Category VS Code Cursor
Developer Microsoft Anysphere
License Free, open source (MIT) Win Proprietary (VS Code fork)
Price Free Win Free tier + $20/mo Pro
Native AI Via Copilot extension Built-in, deep Win
Autocomplete IntelliSense + Copilot Tab (best-in-class) Win
Multi-file agent Copilot Edit / Agent Composer / Agent Edge
Extension marketplace 50K+ extensions Win Mostly compatible with VS Code extensions
Performance Lightweight Edge Slightly heavier
Settings / keybindings Huge community presets Win Imports from VS Code
Remote / dev containers Excellent, mature Win Supported, less polished

Overview: Default Editor vs AI-First Rebuild

VS Code is the single most-used code editor in the world. It's free, open source, ships with world-class language support, and has an extension for almost anything a developer needs to do. Cursor is a fork of VS Code that rebuilt the AI surface from the ground up, aiming to be the default editor for people who want AI woven into every keystroke.
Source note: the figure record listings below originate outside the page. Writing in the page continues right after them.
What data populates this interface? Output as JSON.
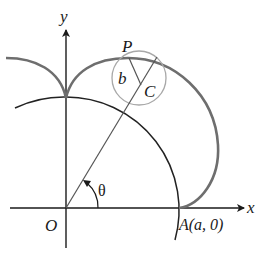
{
  "diagram": {
    "type": "epicycloid-construction",
    "labels": {
      "y_axis": "y",
      "x_axis": "x",
      "origin": "O",
      "point_p": "P",
      "radius_b": "b",
      "center_c": "C",
      "angle": "θ",
      "point_a": "A(a, 0)"
    },
    "colors": {
      "axis": "#1a1a1a",
      "fixed_circle": "#222222",
      "epicycloid": "#6e6e6e",
      "rolling_circle": "#a8a8a8",
      "line": "#555555",
      "background": "#ffffff"
    }
  }
}
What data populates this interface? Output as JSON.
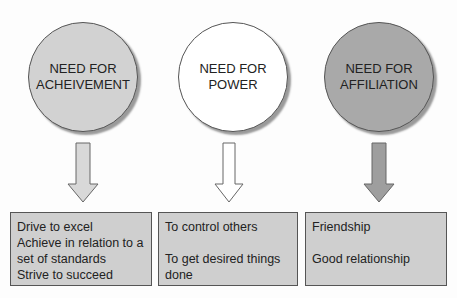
{
  "diagram": {
    "nodes": [
      {
        "id": "achievement",
        "title": "NEED FOR\nACHEIVEMENT",
        "fill": "#d2d2d2",
        "items": [
          "Drive to excel",
          "Achieve in relation to a set of standards",
          "Strive to succeed"
        ]
      },
      {
        "id": "power",
        "title": "NEED FOR\nPOWER",
        "fill": "#ffffff",
        "items": [
          "To control others",
          "To get desired things done"
        ]
      },
      {
        "id": "affiliation",
        "title": "NEED FOR\nAFFILIATION",
        "fill": "#a9a9a9",
        "items": [
          "Friendship",
          "Good relationship"
        ]
      }
    ],
    "arrow_fills": [
      "#d8d8d8",
      "#ffffff",
      "#9e9e9e"
    ],
    "box_fill": "#cfcfcf"
  }
}
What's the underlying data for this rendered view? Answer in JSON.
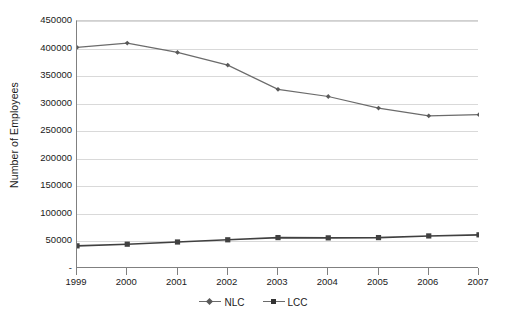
{
  "chart_data": {
    "type": "line",
    "title": "",
    "subtitle": "",
    "xlabel": "",
    "ylabel": "Number of Employees",
    "categories": [
      "1999",
      "2000",
      "2001",
      "2002",
      "2003",
      "2004",
      "2005",
      "2006",
      "2007"
    ],
    "series": [
      {
        "name": "NLC",
        "marker": "diamond",
        "color": "#6b6b6b",
        "values": [
          402000,
          410000,
          393000,
          370000,
          326000,
          313000,
          292000,
          278000,
          280000
        ]
      },
      {
        "name": "LCC",
        "marker": "square",
        "color": "#404040",
        "values": [
          42000,
          45000,
          49000,
          53000,
          57000,
          56500,
          57000,
          60000,
          62000
        ]
      }
    ],
    "ylim": [
      0,
      450000
    ],
    "ytick_values": [
      0,
      50000,
      100000,
      150000,
      200000,
      250000,
      300000,
      350000,
      400000,
      450000
    ],
    "ytick_labels": [
      "-",
      "50000",
      "100000",
      "150000",
      "200000",
      "250000",
      "300000",
      "350000",
      "400000",
      "450000"
    ],
    "grid": true,
    "grid_axis": "y",
    "legend_position": "bottom",
    "legend_entries": [
      "NLC",
      "LCC"
    ],
    "colors": {
      "gridline": "#d9d9d9",
      "axis": "#808080",
      "text": "#1a1a1a",
      "background": "#ffffff"
    }
  }
}
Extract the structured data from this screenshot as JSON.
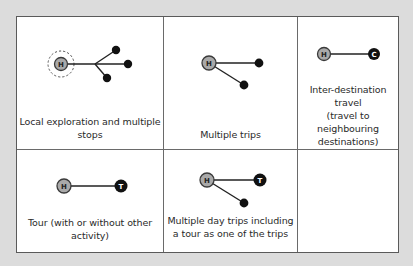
{
  "diagram": {
    "type": "trip-pattern-matrix",
    "cells": [
      {
        "id": "local-exploration",
        "caption_lines": [
          "Local exploration and multiple",
          "stops"
        ],
        "nodes": [
          {
            "label": "H",
            "kind": "home",
            "dashed_halo": true
          },
          {
            "label": "",
            "kind": "stop"
          },
          {
            "label": "",
            "kind": "stop"
          },
          {
            "label": "",
            "kind": "stop"
          }
        ]
      },
      {
        "id": "multiple-trips",
        "caption_lines": [
          "Multiple trips"
        ],
        "nodes": [
          {
            "label": "H",
            "kind": "home"
          },
          {
            "label": "",
            "kind": "stop"
          },
          {
            "label": "",
            "kind": "stop"
          }
        ]
      },
      {
        "id": "inter-destination",
        "caption_lines": [
          "Inter-destination",
          "travel",
          "(travel to",
          "neighbouring",
          "destinations)"
        ],
        "nodes": [
          {
            "label": "H",
            "kind": "home"
          },
          {
            "label": "C",
            "kind": "destination"
          }
        ]
      },
      {
        "id": "tour",
        "caption_lines": [
          "Tour (with or without other",
          "activity)"
        ],
        "nodes": [
          {
            "label": "H",
            "kind": "home"
          },
          {
            "label": "T",
            "kind": "tour"
          }
        ]
      },
      {
        "id": "multiple-day-trips-with-tour",
        "caption_lines": [
          "Multiple day trips including",
          "a tour as one of the trips"
        ],
        "nodes": [
          {
            "label": "H",
            "kind": "home"
          },
          {
            "label": "T",
            "kind": "tour"
          },
          {
            "label": "",
            "kind": "stop"
          }
        ]
      },
      {
        "id": "empty",
        "caption_lines": [],
        "nodes": []
      }
    ]
  },
  "colors": {
    "page_background": "#dcdcdc",
    "cell_background": "#ffffff",
    "grid_line": "#5a5a5a",
    "home_node_fill": "#a9a9a9",
    "dark_node_fill": "#111111",
    "text": "#2a2a2a"
  }
}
Because Cursor is a VS Code fork, the editing experience, extensions, and keybindings feel very familiar. Most VS Code users can move to Cursor in under an hour. Where Cursor differs is in how deeply AI is integrated into the core loop of writing and editing code.

Editor Fundamentals

On the basics - syntax highlighting, language servers, terminal, Git UI, debugging, extensions - the two editors are nearly identical. Cursor inherits all of VS Code's foundation and keeps pace with upstream releases. Your existing settings, keybindings, snippets, and most extensions work out of the box.
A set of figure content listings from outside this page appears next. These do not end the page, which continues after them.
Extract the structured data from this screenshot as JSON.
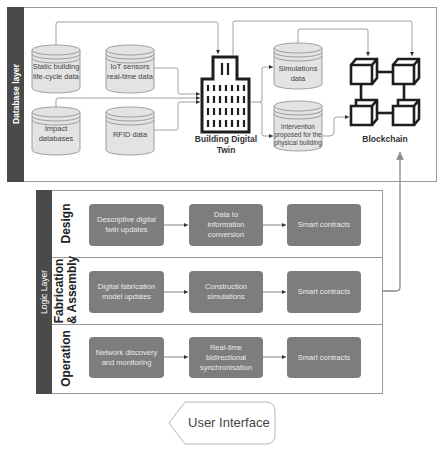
{
  "database_layer": {
    "label": "Database layer",
    "sources": [
      {
        "id": "static",
        "lines": [
          "Static building",
          "life-cycle data"
        ]
      },
      {
        "id": "iot",
        "lines": [
          "IoT sensors",
          "real-time data"
        ]
      },
      {
        "id": "impact",
        "lines": [
          "Impact",
          "databases"
        ]
      },
      {
        "id": "rfid",
        "lines": [
          "RFID data"
        ]
      }
    ],
    "digital_twin": {
      "lines": [
        "Building Digital",
        "Twin"
      ],
      "icon": "building-icon"
    },
    "outputs": [
      {
        "id": "simulations",
        "lines": [
          "Simulations",
          "data"
        ]
      },
      {
        "id": "intervention",
        "lines": [
          "Intervention",
          "proposed for the",
          "physical building"
        ]
      }
    ],
    "blockchain": {
      "label": "Blockchain",
      "icon": "blockchain-icon"
    }
  },
  "logic_layer": {
    "label": "Logic Layer",
    "rows": [
      {
        "label_lines": [
          "Design"
        ],
        "steps": [
          [
            "Descriptive digital",
            "twin updates"
          ],
          [
            "Data to",
            "information",
            "conversion"
          ],
          [
            "Smart contracts"
          ]
        ]
      },
      {
        "label_lines": [
          "Fabrication",
          "& Assembly"
        ],
        "steps": [
          [
            "Digital fabrication",
            "model updates"
          ],
          [
            "Construction",
            "simulations"
          ],
          [
            "Smart contracts"
          ]
        ]
      },
      {
        "label_lines": [
          "Operation"
        ],
        "steps": [
          [
            "Network discovery",
            "and monitoring"
          ],
          [
            "Real-time",
            "bidirectional",
            "synchronisation"
          ],
          [
            "Smart contracts"
          ]
        ]
      }
    ]
  },
  "user_interface": {
    "label": "User Interface"
  },
  "colors": {
    "layer_bar": "#4a4a4a",
    "process_box": "#7d7d7d",
    "cylinder_fill": "#e3e3e3",
    "connector": "#8c8c8c",
    "icon_stroke": "#1e1e1e"
  }
}
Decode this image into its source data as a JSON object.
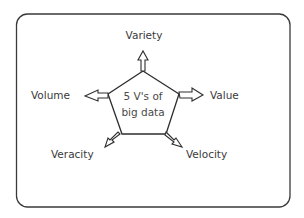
{
  "diagram": {
    "center": {
      "line1": "5 V's of",
      "line2": "big data"
    },
    "labels": {
      "top": "Variety",
      "left": "Volume",
      "right": "Value",
      "bottom_left": "Veracity",
      "bottom_right": "Velocity"
    },
    "colors": {
      "stroke": "#2e2e2e",
      "text": "#3a3a3a",
      "background": "#ffffff"
    }
  }
}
VS Code has a small performance edge (it's leaner, especially on large monorepos) and a much larger extension ecosystem of first-party Microsoft tools like the Remote-SSH extension, Dev Containers, Live Share, and WSL integration. Those are all available in Cursor too, but Microsoft-specific extensions get the full attention from Microsoft on VS Code.

AI Integration

This is the real axis of comparison. VS Code relies on extensions for AI - most commonly GitHub Copilot, but you can also install Codeium, Continue, Claude-based extensions, or Tabnine. That extension-based approach is flexible, but some features (like deep multi-file agent work) are harder to build well as extensions.
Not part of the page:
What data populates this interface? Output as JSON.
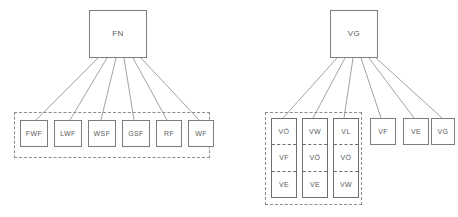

Cursor treats AI as a core feature of the editor. Tab completion, Composer (multi-file edits), Agent, and chat are all native, deeply integrated, and can operate on your whole repo with minimal friction. For developers who want AI doing meaningful work beyond autocomplete, this integration genuinely matters.

Extensions and Ecosystem

VS Code has the biggest extension marketplace in software development. Cursor uses the Open VSX registry rather than Microsoft's Marketplace, which means most popular extensions work but a handful of Microsoft-owned ones (like the official Pylance or C# extensions) are only supported through workarounds. For 95% of developers this doesn't matter. For the 5% who rely on specific Microsoft-first extensions, it can be a dealbreaker.

Pricing and Licensing

VS Code is free and open source. Copilot on top of VS Code is $10/month individual (or free with limited usage). Cursor has a free tier and a $20/month Pro plan that includes unlimited Tab, Composer, Agent, and access to frontier models. Cursor Business is $40/user/month. If you're already paying for Copilot and don't need Cursor's deeper agent features, VS Code + Copilot is cheaper. If you want the best AI-native experience, Cursor's price is reasonable for what you get.

Which One Should You Use?

Use VS Code if you…

  • Want the most extensible, open editor
  • Work with Microsoft's full ecosystem
  • Need the best remote / dev-container story
  • Prefer AI as optional, not core
  • Want a free tool you can shape yourself

Use Cursor if you…

  • Want AI native to every keystroke
  • Do heavy multi-file work with an agent
  • Value the best Tab completion available
  • Don't mind a proprietary editor
  • Already love VS Code but want more AI

Our Verdict

VS Code remains the best general-purpose code editor in 2026, and it's free. Cursor is the best editor if AI is a core part of how you work and you want that AI built in rather than bolted on. For most developers the right question isn't "either/or" - it's "VS Code with Copilot" vs "Cursor with its native AI." Cursor wins that comparison for agentic workflows and power users. VS Code wins for flexibility, ecosystem, and cost.